Despite the recent advancements of vision-language-action (VLA) models on a variety of robotics tasks, they suffer from critical issues such as poor generalizability to unseen tasks, due to their reliance on behavior cloning exclusively from successful rollouts. Furthermore, they are typically fine-tuned to replicate demonstrations collected by experts under different settings, thus introducing distribution bias and limiting their adaptability to diverse manipulation objectives, such as efficiency, safety, and task completion. To bridge this gap, we introduce GRAPE: Generalizing Robot Policy via Preference Alignment.
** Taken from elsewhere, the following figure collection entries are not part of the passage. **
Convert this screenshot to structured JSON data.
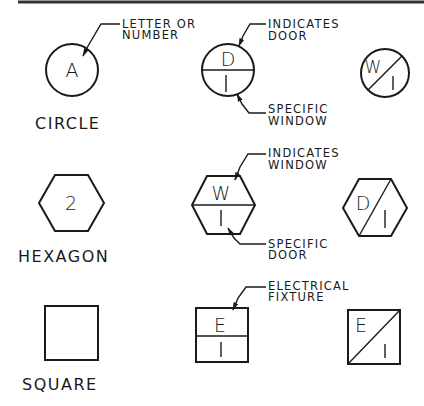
{
  "rows": [
    {
      "shape": "circle",
      "caption": "CIRCLE",
      "basic": {
        "symbol": "A",
        "leader_label_1": "LETTER OR",
        "leader_label_2": "NUMBER"
      },
      "split_horizontal": {
        "top": "D",
        "bottom": "1",
        "top_label_1": "INDICATES",
        "top_label_2": "DOOR",
        "bottom_label_1": "SPECIFIC",
        "bottom_label_2": "WINDOW"
      },
      "split_diagonal": {
        "top": "W",
        "bottom": "1"
      }
    },
    {
      "shape": "hexagon",
      "caption": "HEXAGON",
      "basic": {
        "symbol": "2"
      },
      "split_horizontal": {
        "top": "W",
        "bottom": "1",
        "top_label_1": "INDICATES",
        "top_label_2": "WINDOW",
        "bottom_label_1": "SPECIFIC",
        "bottom_label_2": "DOOR"
      },
      "split_diagonal": {
        "top": "D",
        "bottom": "1"
      }
    },
    {
      "shape": "square",
      "caption": "SQUARE",
      "basic": {
        "symbol": ""
      },
      "split_horizontal": {
        "top": "E",
        "bottom": "1",
        "top_label_1": "ELECTRICAL",
        "top_label_2": "FIXTURE"
      },
      "split_diagonal": {
        "top": "E",
        "bottom": "1"
      }
    }
  ]
}
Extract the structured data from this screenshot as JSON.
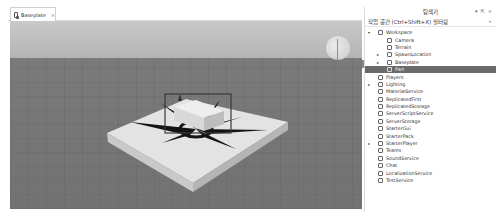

Specifically, GRAPE aligns VLAs on a trajectory level and implicitly models reward from both successful and failure trials to boost generalizability to diverse tasks. Moreover, GRAPE breaks down complex manipulation tasks to independent stages and automatically guides preference modeling through customized spatiotemporal constraints with keypoints proposed by a large vision-language model. Notably, these constraints are flexible and can be customized to align the model with varying objectives, such as safety, efficiency, or task success. We evaluate GRAPE across a diverse array of tasks in both real-world and simulated environments. Experimental results demonstrate that GRAPE enhances the performance of state-of-the-art VLA models, increasing success rates on in-domain and unseen manipulation tasks by 51.79% and 60.36%, respectively. Additionally, GRAPE can be aligned with various objectives, such as safety and efficiency, reducing collision rates by 44.31% and rollout step-length by 11.15%, respectively. All code, models, and data are available at https://grape-vla.github.io/


Hands-free teleoperation of a nearby manipulator through a virtual body-to-robot link

Poignant, Alexis, Jarrassé, Nathanaël, Morel, Guillaume

arXiv.org Artificial Intelligence

This paper introduces an innovative control approach for teleoperating a robot in close proximity to a human operator, which could be useful to control robots embedded on wheelchairs. The method entails establishing a virtual connection between a specific body part and the robot's end-effector, visually displayed through an Augmented Reality (AR) headset. This linkage enables the transformation of body rotations into amplified effector translations, extending the robot's workspace beyond the capabilities of direct one-to-one mapping. Moreover, the linkage can be reconfigured using a joystick, resulting in a hybrid position/velocity control mode using the body/joystick motions respectively. After providing a comprehensive overview of the control methodology, we present the results of an experimental campaign designed to elucidate the advantages and drawbacks of our approach compared to the conventional joystick-based teleoperation method. The body-link control demonstrates slightly faster task completion and is naturally preferred over joystick velocity control, albeit being more physically demanding for tasks with a large range. The hybrid mode, where participants could simultaneously utilize both modes, emerges as a compromise, combining the intuitiveness of the body mode with the extensive task range of the velocity mode. Finally, we provide preliminary observations on potential assistive applications using head motions, especially for operators with limited range of motion in their bodies.